As spring approaches, so do some important deadlines for graduate students. For many of us, we’ll be submitting an initial draft of our thesis in April, which is (eep) less than a month away!
As I putter on, editing my manuscripts, polishing my introduction and conclusion, I can’t help but notice something I truly didn’t expect. Who would have thought formatting could take up so much time?
Maybe you Word-savvy readers would scoff at the reality I’m facing. What’s odd is that I always found myself to be pretty competent at copy editing and formatting. Maybe it’s the size of the thesis that is making things a little complicated. For one, my citation management software, EndNote, is acting a little funny; like it’s tuckered out and can’t handle more than 70 citations at once. Or, maybe it’s that my table of contents is three pages long and his having a little meltie.
All I know is this should be a cautionary tale for those of us thesis-writers who wait to the last minute to submit and forget to budget time for unexpected challenges such as formatting issues.
Luckily, McGill students do not have to use form-like style sheets anymore for the electronic submission of our theses.
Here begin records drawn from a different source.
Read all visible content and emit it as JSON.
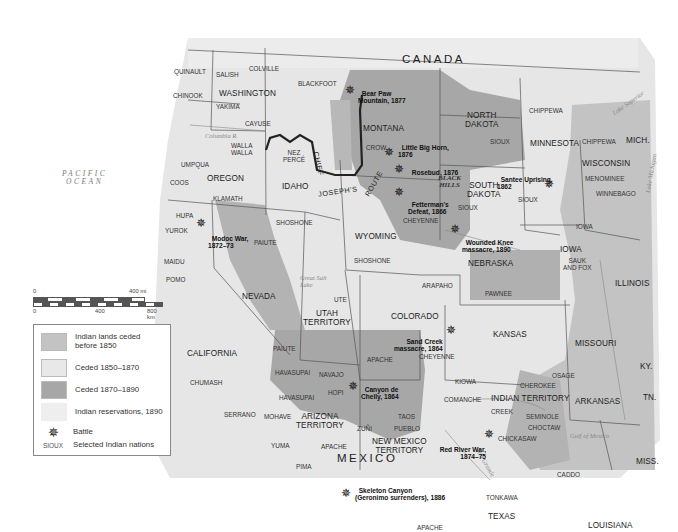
{
  "colors": {
    "ceded_before_1850": "#c3c3c3",
    "ceded_1850_1870": "#e3e3e3",
    "ceded_1870_1890": "#a7a7a7",
    "reservations_1890": "#ededed",
    "background_land": "#e6e6e6",
    "water": "#ffffff",
    "border": "#555555",
    "route": "#222222"
  },
  "countries": {
    "canada": "CANADA",
    "mexico": "MEXICO"
  },
  "water_bodies": {
    "pacific": "PACIFIC\nOCEAN",
    "gulf": "Gulf of Mexico",
    "lake_superior": "Lake Superior",
    "lake_michigan": "Lake Michigan",
    "great_salt_lake": "Great Salt Lake",
    "columbia": "Columbia R.",
    "missouri": "Missouri R.",
    "minnesota_r": "Minnesota R.",
    "platte": "Platte R.",
    "colorado_r": "Colorado R.",
    "arkansas_r": "Arkansas R.",
    "red_r": "Red R.",
    "rio_grande": "Rio Grande",
    "mississippi": "Mississippi R.",
    "snake": "Snake R."
  },
  "states": {
    "washington": "WASHINGTON",
    "oregon": "OREGON",
    "idaho": "IDAHO",
    "montana": "MONTANA",
    "north_dakota": "NORTH\nDAKOTA",
    "south_dakota": "SOUTH\nDAKOTA",
    "minnesota": "MINNESOTA",
    "wisconsin": "WISCONSIN",
    "mich": "MICH.",
    "wyoming": "WYOMING",
    "nebraska": "NEBRASKA",
    "iowa": "IOWA",
    "illinois": "ILLINOIS",
    "nevada": "NEVADA",
    "utah": "UTAH\nTERRITORY",
    "colorado": "COLORADO",
    "kansas": "KANSAS",
    "missouri": "MISSOURI",
    "california": "CALIFORNIA",
    "arizona": "ARIZONA\nTERRITORY",
    "new_mexico": "NEW MEXICO\nTERRITORY",
    "indian_territory": "INDIAN TERRITORY",
    "arkansas": "ARKANSAS",
    "texas": "TEXAS",
    "louisiana": "LOUISIANA",
    "miss": "MISS.",
    "ky": "KY.",
    "tn": "TN."
  },
  "nations": [
    {
      "id": "quinault",
      "label": "QUINAULT"
    },
    {
      "id": "salish",
      "label": "SALISH"
    },
    {
      "id": "colville",
      "label": "COLVILLE"
    },
    {
      "id": "chinook",
      "label": "CHINOOK"
    },
    {
      "id": "yakima",
      "label": "YAKIMA"
    },
    {
      "id": "cayuse",
      "label": "CAYUSE"
    },
    {
      "id": "blackfoot",
      "label": "BLACKFOOT"
    },
    {
      "id": "walla_walla",
      "label": "WALLA\nWALLA"
    },
    {
      "id": "nez_perce",
      "label": "NEZ\nPERCÉ"
    },
    {
      "id": "umpqua",
      "label": "UMPQUA"
    },
    {
      "id": "coos",
      "label": "COOS"
    },
    {
      "id": "klamath",
      "label": "KLAMATH"
    },
    {
      "id": "hupa",
      "label": "HUPA"
    },
    {
      "id": "yurok",
      "label": "YUROK"
    },
    {
      "id": "maidu",
      "label": "MAIDU"
    },
    {
      "id": "pomo",
      "label": "POMO"
    },
    {
      "id": "shoshone_id",
      "label": "SHOSHONE"
    },
    {
      "id": "paiute_n",
      "label": "PAIUTE"
    },
    {
      "id": "crow",
      "label": "CROW"
    },
    {
      "id": "sioux_nd",
      "label": "SIOUX"
    },
    {
      "id": "chippewa_mn",
      "label": "CHIPPEWA"
    },
    {
      "id": "chippewa_wi",
      "label": "CHIPPEWA"
    },
    {
      "id": "menominee",
      "label": "MENOMINEE"
    },
    {
      "id": "winnebago",
      "label": "WINNEBAGO"
    },
    {
      "id": "sioux_sd",
      "label": "SIOUX"
    },
    {
      "id": "sioux_mn",
      "label": "SIOUX"
    },
    {
      "id": "cheyenne_n",
      "label": "CHEYENNE"
    },
    {
      "id": "shoshone_wy",
      "label": "SHOSHONE"
    },
    {
      "id": "iowa_n",
      "label": "IOWA"
    },
    {
      "id": "sauk_fox",
      "label": "SAUK\nAND FOX"
    },
    {
      "id": "ute",
      "label": "UTE"
    },
    {
      "id": "arapaho",
      "label": "ARAPAHO"
    },
    {
      "id": "pawnee",
      "label": "PAWNEE"
    },
    {
      "id": "paiute_s",
      "label": "PAIUTE"
    },
    {
      "id": "apache_co",
      "label": "APACHE"
    },
    {
      "id": "cheyenne_s",
      "label": "CHEYENNE"
    },
    {
      "id": "chumash",
      "label": "CHUMASH"
    },
    {
      "id": "havasupai1",
      "label": "HAVASUPAI"
    },
    {
      "id": "havasupai2",
      "label": "HAVASUPAI"
    },
    {
      "id": "navajo",
      "label": "NAVAJO"
    },
    {
      "id": "hopi",
      "label": "HOPI"
    },
    {
      "id": "kiowa",
      "label": "KIOWA"
    },
    {
      "id": "osage",
      "label": "OSAGE"
    },
    {
      "id": "cherokee",
      "label": "CHEROKEE"
    },
    {
      "id": "comanche",
      "label": "COMANCHE"
    },
    {
      "id": "creek",
      "label": "CREEK"
    },
    {
      "id": "seminole",
      "label": "SEMINOLE"
    },
    {
      "id": "choctaw",
      "label": "CHOCTAW"
    },
    {
      "id": "chickasaw",
      "label": "CHICKASAW"
    },
    {
      "id": "serrano",
      "label": "SERRANO"
    },
    {
      "id": "mohave",
      "label": "MOHAVE"
    },
    {
      "id": "taos",
      "label": "TAOS"
    },
    {
      "id": "pueblo",
      "label": "PUEBLO"
    },
    {
      "id": "zuni",
      "label": "ZUÑI"
    },
    {
      "id": "yuma",
      "label": "YUMA"
    },
    {
      "id": "apache_az",
      "label": "APACHE"
    },
    {
      "id": "pima",
      "label": "PIMA"
    },
    {
      "id": "caddo",
      "label": "CADDO"
    },
    {
      "id": "tonkawa",
      "label": "TONKAWA"
    },
    {
      "id": "apache_tx",
      "label": "APACHE"
    }
  ],
  "battles": [
    {
      "id": "bear_paw",
      "label": "Bear Paw\nMountain, 1877"
    },
    {
      "id": "little_big_horn",
      "label": "Little Big Horn,\n1876"
    },
    {
      "id": "rosebud",
      "label": "Rosebud, 1876"
    },
    {
      "id": "fetterman",
      "label": "Fetterman's\nDefeat, 1866"
    },
    {
      "id": "santee",
      "label": "Santee Uprising,\n1862"
    },
    {
      "id": "wounded_knee",
      "label": "Wounded Knee\nmassacre, 1890"
    },
    {
      "id": "modoc",
      "label": "Modoc War,\n1872–73"
    },
    {
      "id": "sand_creek",
      "label": "Sand Creek\nmassacre, 1864"
    },
    {
      "id": "canyon_de_chelly",
      "label": "Canyon de\nChelly, 1864"
    },
    {
      "id": "red_river",
      "label": "Red River War,\n1874–75"
    },
    {
      "id": "skeleton_canyon",
      "label": "Skeleton Canyon\n(Geronimo surrenders), 1886"
    }
  ],
  "route": {
    "label_1": "CHIEF",
    "label_2": "JOSEPH'S",
    "label_3": "ROUTE"
  },
  "black_hills": "BLACK\nHILLS",
  "scale": {
    "mi_0": "0",
    "mi_400": "400 mi",
    "km_0": "0",
    "km_400": "400",
    "km_800": "800 km"
  },
  "legend": {
    "items": [
      {
        "label": "Indian lands ceded\nbefore 1850",
        "type": "swatch",
        "color_key": "ceded_before_1850"
      },
      {
        "label": "Ceded 1850–1870",
        "type": "swatch",
        "color_key": "ceded_1850_1870"
      },
      {
        "label": "Ceded 1870–1890",
        "type": "swatch",
        "color_key": "ceded_1870_1890"
      },
      {
        "label": "Indian reservations, 1890",
        "type": "swatch",
        "color_key": "reservations_1890"
      },
      {
        "label": "Battle",
        "type": "battle-symbol"
      },
      {
        "label": "Selected Indian nations",
        "type": "nation-sample",
        "sample": "SIOUX"
      }
    ]
  }
}
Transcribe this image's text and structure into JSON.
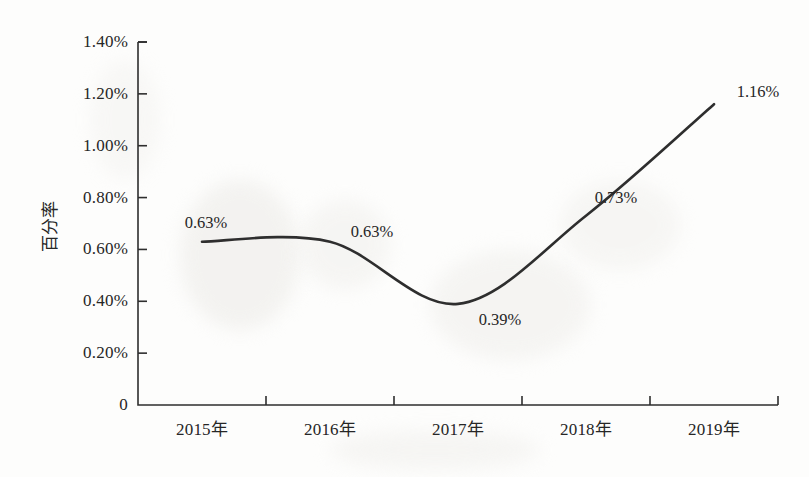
{
  "chart_data": {
    "type": "line",
    "title": "",
    "xlabel": "",
    "ylabel": "百分率",
    "categories": [
      "2015年",
      "2016年",
      "2017年",
      "2018年",
      "2019年"
    ],
    "values": [
      0.63,
      0.63,
      0.39,
      0.73,
      1.16
    ],
    "point_labels": [
      "0.63%",
      "0.63%",
      "0.39%",
      "0.73%",
      "1.16%"
    ],
    "ylim": [
      0,
      1.4
    ],
    "ytick_values": [
      0,
      0.2,
      0.4,
      0.6,
      0.8,
      1.0,
      1.2,
      1.4
    ],
    "ytick_labels": [
      "0",
      "0.20%",
      "0.40%",
      "0.60%",
      "0.80%",
      "1.00%",
      "1.20%",
      "1.40%"
    ],
    "grid": false,
    "legend": "none",
    "line_color": "#2e2e2e",
    "line_style": "smooth",
    "markers": false,
    "units": "percent"
  },
  "axes": {
    "y_title": "百分率"
  }
}
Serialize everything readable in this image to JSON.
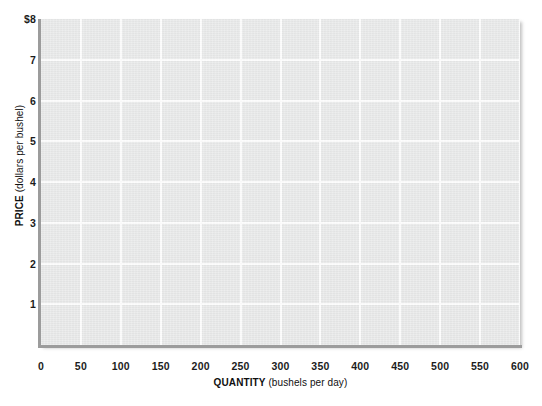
{
  "chart_data": {
    "type": "line",
    "title": "",
    "subtitle": "",
    "xlabel_bold": "QUANTITY",
    "xlabel_unit": "(bushels per day)",
    "ylabel_bold": "PRICE",
    "ylabel_unit": "(dollars per bushel)",
    "xlim": [
      0,
      600
    ],
    "ylim": [
      0,
      8
    ],
    "x_ticks": [
      "0",
      "50",
      "100",
      "150",
      "200",
      "250",
      "300",
      "350",
      "400",
      "450",
      "500",
      "550",
      "600"
    ],
    "x_tick_values": [
      0,
      50,
      100,
      150,
      200,
      250,
      300,
      350,
      400,
      450,
      500,
      550,
      600
    ],
    "y_ticks": [
      "1",
      "2",
      "3",
      "4",
      "5",
      "6",
      "7",
      "$8"
    ],
    "y_tick_values": [
      1,
      2,
      3,
      4,
      5,
      6,
      7,
      8
    ],
    "grid": true,
    "legend": "none",
    "series": [],
    "annotations": [],
    "colors": {
      "plot_background": "#e7e8e8",
      "gridline": "#fdfdfd",
      "axis_line": "#9c9c9c",
      "tick_label": "#1c1c1c",
      "axis_title": "#101010",
      "page_background": "#ffffff"
    }
  }
}
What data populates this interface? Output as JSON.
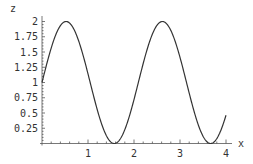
{
  "chart_data": {
    "type": "line",
    "title": "",
    "xlabel": "x",
    "ylabel": "z",
    "xlim": [
      0,
      4
    ],
    "ylim": [
      0,
      2
    ],
    "xticks": [
      "1",
      "2",
      "3",
      "4"
    ],
    "yticks": [
      "0.25",
      "0.5",
      "0.75",
      "1",
      "1.25",
      "1.5",
      "1.75",
      "2"
    ],
    "grid": false,
    "legend": null,
    "series": [
      {
        "name": "z = 1 + sin(3x)",
        "x": [
          0,
          0.25,
          0.52,
          0.75,
          1.0,
          1.25,
          1.57,
          1.75,
          2.0,
          2.25,
          2.62,
          2.75,
          3.0,
          3.25,
          3.67,
          3.75,
          4.0
        ],
        "values": [
          1.0,
          1.68,
          2.0,
          1.78,
          1.14,
          0.43,
          0.0,
          0.14,
          0.72,
          1.45,
          2.0,
          1.92,
          1.41,
          0.66,
          0.0,
          0.02,
          0.46
        ]
      }
    ],
    "line_color": "#333333"
  }
}
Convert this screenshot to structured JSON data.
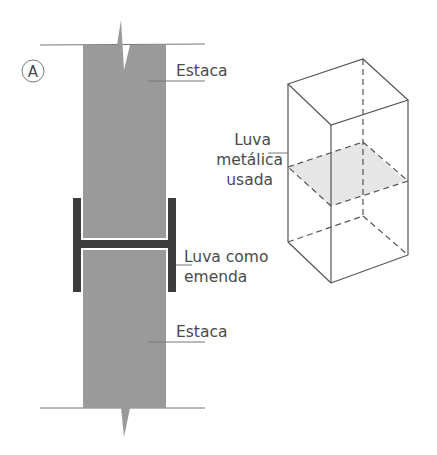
{
  "figure": {
    "panel_label": "A",
    "labels": {
      "pile_top": "Estaca",
      "pile_bottom": "Estaca",
      "splice_line1": "Luva como",
      "splice_line2": "emenda",
      "sleeve_line1": "Luva",
      "sleeve_line2": "metálica",
      "sleeve_line3": "usada"
    },
    "colors": {
      "pile_fill": "#9a9a9a",
      "profile_fill": "#3c3c3c",
      "sleeve_plane": "#e6e6e6",
      "line": "#555555",
      "text": "#4a4a4a"
    }
  }
}
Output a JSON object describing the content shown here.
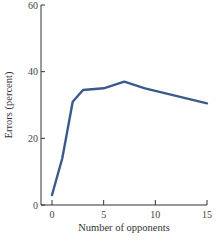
{
  "chart_data": {
    "type": "line",
    "title": "",
    "xlabel": "Number of opponents",
    "ylabel": "Errors (percent)",
    "xlim": [
      0,
      15
    ],
    "ylim": [
      0,
      60
    ],
    "xticks": [
      0,
      5,
      10,
      15
    ],
    "yticks": [
      0,
      20,
      40,
      60
    ],
    "grid": false,
    "legend": null,
    "series": [
      {
        "name": "Errors",
        "color": "#3a5a8c",
        "x": [
          0,
          1,
          2,
          3,
          5,
          7,
          9,
          15
        ],
        "y": [
          3,
          14,
          31,
          34.5,
          35,
          37,
          35,
          30.5
        ]
      }
    ]
  },
  "labels": {
    "xlabel": "Number of opponents",
    "ylabel": "Errors (percent)",
    "xticks": [
      "0",
      "5",
      "10",
      "15"
    ],
    "yticks": [
      "0",
      "20",
      "40",
      "60"
    ]
  }
}
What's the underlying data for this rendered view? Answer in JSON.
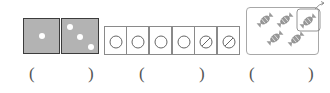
{
  "worksheet": {
    "panels": [
      {
        "id": "dice-squares",
        "description": "Two gray squares with white dots",
        "squares": [
          {
            "dots": 1
          },
          {
            "dots": 3
          }
        ],
        "fill_color": "#b3b3b3"
      },
      {
        "id": "circle-cells",
        "description": "Six cells each containing a circle; last two crossed out",
        "cells": [
          {
            "crossed": false
          },
          {
            "crossed": false
          },
          {
            "crossed": false
          },
          {
            "crossed": false
          },
          {
            "crossed": true
          },
          {
            "crossed": true
          }
        ]
      },
      {
        "id": "candies",
        "description": "Five candies in a box, one circled and moved out with an arrow",
        "candy_count": 5,
        "circled_count": 1,
        "arrow": "up-right"
      }
    ],
    "answer_blanks": [
      {
        "open": "(",
        "close": ")"
      },
      {
        "open": "(",
        "close": ")"
      },
      {
        "open": "(",
        "close": ")"
      }
    ]
  }
}
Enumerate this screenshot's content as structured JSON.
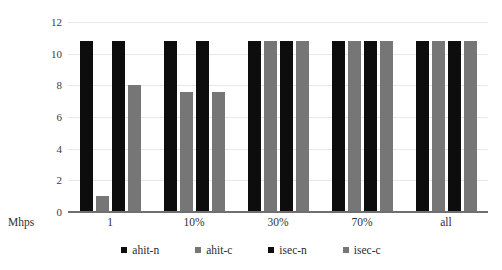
{
  "chart_data": {
    "type": "bar",
    "title": "",
    "subtitle": "",
    "xlabel": "Mhps",
    "ylabel": "",
    "categories": [
      "1",
      "10%",
      "30%",
      "70%",
      "all"
    ],
    "series": [
      {
        "name": "ahit-n",
        "color": "#0d0d0d",
        "values": [
          10.8,
          10.8,
          10.8,
          10.8,
          10.8
        ]
      },
      {
        "name": "ahit-c",
        "color": "#767676",
        "values": [
          1.0,
          7.6,
          10.8,
          10.8,
          10.8
        ]
      },
      {
        "name": "isec-n",
        "color": "#0d0d0d",
        "values": [
          10.8,
          10.8,
          10.8,
          10.8,
          10.8
        ]
      },
      {
        "name": "isec-c",
        "color": "#767676",
        "values": [
          8.0,
          7.6,
          10.8,
          10.8,
          10.8
        ]
      }
    ],
    "yticks": [
      0,
      2,
      4,
      6,
      8,
      10,
      12
    ],
    "ylim": [
      0,
      12
    ],
    "grid": true,
    "legend_position": "bottom"
  },
  "axis": {
    "y_tick_labels": [
      "12",
      "10",
      "8",
      "6",
      "4",
      "2",
      "0"
    ],
    "x_tick_labels": [
      "1",
      "10%",
      "30%",
      "70%",
      "all"
    ],
    "x_axis_title": "Mhps"
  },
  "legend": {
    "items": [
      {
        "label": "ahit-n",
        "color": "#0d0d0d"
      },
      {
        "label": "ahit-c",
        "color": "#767676"
      },
      {
        "label": "isec-n",
        "color": "#0d0d0d"
      },
      {
        "label": "isec-c",
        "color": "#767676"
      }
    ]
  }
}
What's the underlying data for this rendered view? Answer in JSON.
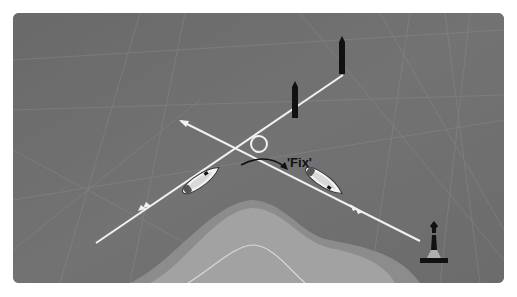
{
  "diagram": {
    "title": "",
    "fix_label": "'Fix'",
    "colors": {
      "sea": "#6e6e6e",
      "sea_dark": "#5f5f5f",
      "grid_lines": "#8a8a8a",
      "land_outer": "#8c8c8c",
      "land_inner": "#a3a3a3",
      "contour": "#d8d8d8",
      "bearing_line": "#f2f2f2",
      "marker": "#111111"
    },
    "elements": [
      {
        "type": "bearing-line",
        "from": [
          96,
          243
        ],
        "to": [
          343,
          75
        ]
      },
      {
        "type": "bearing-line",
        "from": [
          179,
          120
        ],
        "to": [
          420,
          241
        ]
      },
      {
        "type": "fix-circle",
        "center": [
          258,
          143
        ]
      },
      {
        "type": "boat",
        "position": [
          200,
          178
        ],
        "heading": "north-east"
      },
      {
        "type": "boat",
        "position": [
          325,
          180
        ],
        "heading": "south-east"
      },
      {
        "type": "curved-arrow",
        "from": [
          236,
          163
        ],
        "to": [
          290,
          168
        ]
      },
      {
        "type": "cardinal-mark",
        "position": [
          342,
          40
        ]
      },
      {
        "type": "cardinal-mark",
        "position": [
          295,
          96
        ]
      },
      {
        "type": "buoy",
        "position": [
          437,
          240
        ]
      },
      {
        "type": "land-mass",
        "shape": "headland"
      }
    ]
  }
}
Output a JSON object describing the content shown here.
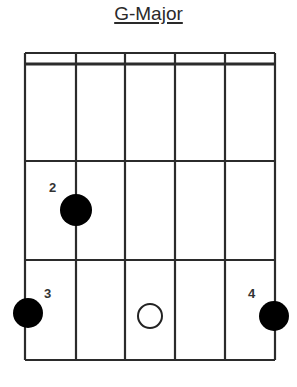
{
  "title": "G-Major",
  "chart": {
    "strings": 6,
    "frets": 3,
    "colors": {
      "line": "#2b2b2b",
      "dot": "#000000",
      "open": "#ffffff"
    },
    "fingers": [
      {
        "string": 2,
        "fret": 2,
        "label": "2"
      },
      {
        "string": 1,
        "fret": 3,
        "label": "3"
      },
      {
        "string": 6,
        "fret": 3,
        "label": "4"
      }
    ],
    "open_markers": [
      {
        "position": "fret-3-string-3-gap",
        "label": ""
      }
    ]
  }
}
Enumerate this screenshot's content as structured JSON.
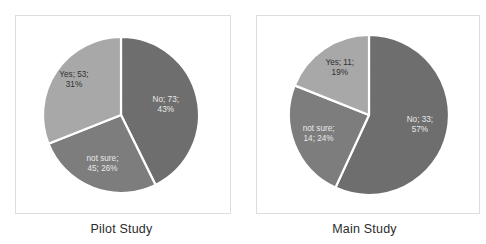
{
  "chart_data": [
    {
      "type": "pie",
      "title": "Pilot Study",
      "categories": [
        "No",
        "not sure",
        "Yes"
      ],
      "values": [
        73,
        45,
        53
      ],
      "percents": [
        43,
        26,
        31
      ],
      "total": 171,
      "labels": [
        {
          "line1": "No; 73;",
          "line2": "43%"
        },
        {
          "line1": "not sure;",
          "line2": "45; 26%"
        },
        {
          "line1": "Yes; 53;",
          "line2": "31%"
        }
      ],
      "colors": [
        "#6e6e6e",
        "#7d7d7d",
        "#a8a8a8"
      ],
      "legend": "none",
      "grid": false,
      "start_angle_deg": 0,
      "direction": "clockwise"
    },
    {
      "type": "pie",
      "title": "Main Study",
      "categories": [
        "No",
        "not sure",
        "Yes"
      ],
      "values": [
        33,
        14,
        11
      ],
      "percents": [
        57,
        24,
        19
      ],
      "total": 58,
      "labels": [
        {
          "line1": "No; 33;",
          "line2": "57%"
        },
        {
          "line1": "not sure;",
          "line2": "14; 24%"
        },
        {
          "line1": "Yes; 11;",
          "line2": "19%"
        }
      ],
      "colors": [
        "#6e6e6e",
        "#7d7d7d",
        "#a8a8a8"
      ],
      "legend": "none",
      "grid": false,
      "start_angle_deg": 0,
      "direction": "clockwise"
    }
  ],
  "panels": [
    {
      "caption": "Pilot Study",
      "chart_index": 0
    },
    {
      "caption": "Main Study",
      "chart_index": 1
    }
  ],
  "style": {
    "background": "#ffffff",
    "frame_border": "#dedede",
    "slice_gap": "#ffffff",
    "caption_color": "#2b2b2b",
    "label_dark_text": "#2f2f2f",
    "label_light_text": "#e9e9e9"
  }
}
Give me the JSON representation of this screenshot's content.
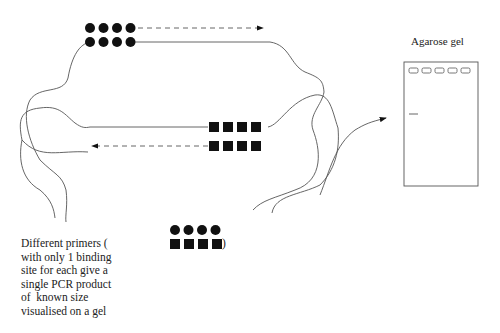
{
  "gel": {
    "title": "Agarose gel",
    "lanes": 5,
    "bands": [
      {
        "lane": 1,
        "label": "single PCR product"
      }
    ]
  },
  "primers": {
    "forward": {
      "shape": "circle",
      "count": 4,
      "direction": "right"
    },
    "reverse": {
      "shape": "square",
      "count": 4,
      "direction": "left"
    }
  },
  "caption": {
    "lines": [
      "Different primers (",
      "with only 1 binding",
      "site for each give a",
      "single PCR product",
      "of  known size",
      "visualised on a gel"
    ],
    "close_paren": ")"
  },
  "colors": {
    "line": "#555555",
    "primer": "#111111",
    "text": "#222222"
  }
}
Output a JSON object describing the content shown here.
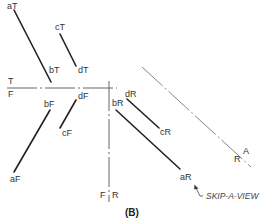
{
  "diagram": {
    "caption": "(B)",
    "note": "SKIP-A-VIEW",
    "fold_lines": {
      "tf": {
        "top_label": "T",
        "bottom_label": "F"
      },
      "fr": {
        "left_label": "F",
        "right_label": "R"
      },
      "ar": {
        "upper_label": "A",
        "lower_label": "R"
      }
    },
    "top_view": {
      "points": {
        "aT": "aT",
        "bT": "bT",
        "cT": "cT",
        "dT": "dT"
      }
    },
    "front_view": {
      "points": {
        "aF": "aF",
        "bF": "bF",
        "cF": "cF",
        "dF": "dF"
      }
    },
    "right_view": {
      "points": {
        "aR": "aR",
        "bR": "bR",
        "cR": "cR",
        "dR": "dR"
      }
    },
    "colors": {
      "object_line": "#222222",
      "fold_line": "#777777",
      "text": "#333333"
    }
  }
}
This should make our lives easier. I tried using a style sheet for a little while a few weeks ago and gave up when a figure suddenly showed up in my table of contents.
After several Youtube views and forum searches, here are my top three tips for formatting issues I ran into.
The table of contents
Have something showing up in your table of contents that doesn’t belong there?
- Select the section in the text that is showing up in your table of contents
- References > (left hand side) Add text > “do not show in table of contents” (thank you, captain obvious)
The bibliography
Your EndNote bibliography is centered and you can’t figure out why?
- Select your bibliography
- Right click > Styles > Apply Styles > Endnote Bibilography > Modify
- Click “left” alignment > Apply > OK
Page orientation
Have some big tables that won’t all fit in a portrait-style page? Want to turn only certain pages into landscape orientation?
- Click your cursor where you want to insert text.
- Insert > Page Break
- Insert > (another) Page Break
- Click your cursor after the first Page Break (sometimes it’s easiest to see where that is when you hit the “show/hide” button (Home > “¶”)
- Page Layout > Open Page Setup Window > click on “landscape” orientation” > Apply to “this section” > OK
Good luck to all of your writing your thesis right now. We’re all in this together!
Absolutely LOVE the pictures in this article! And so true about the formatting.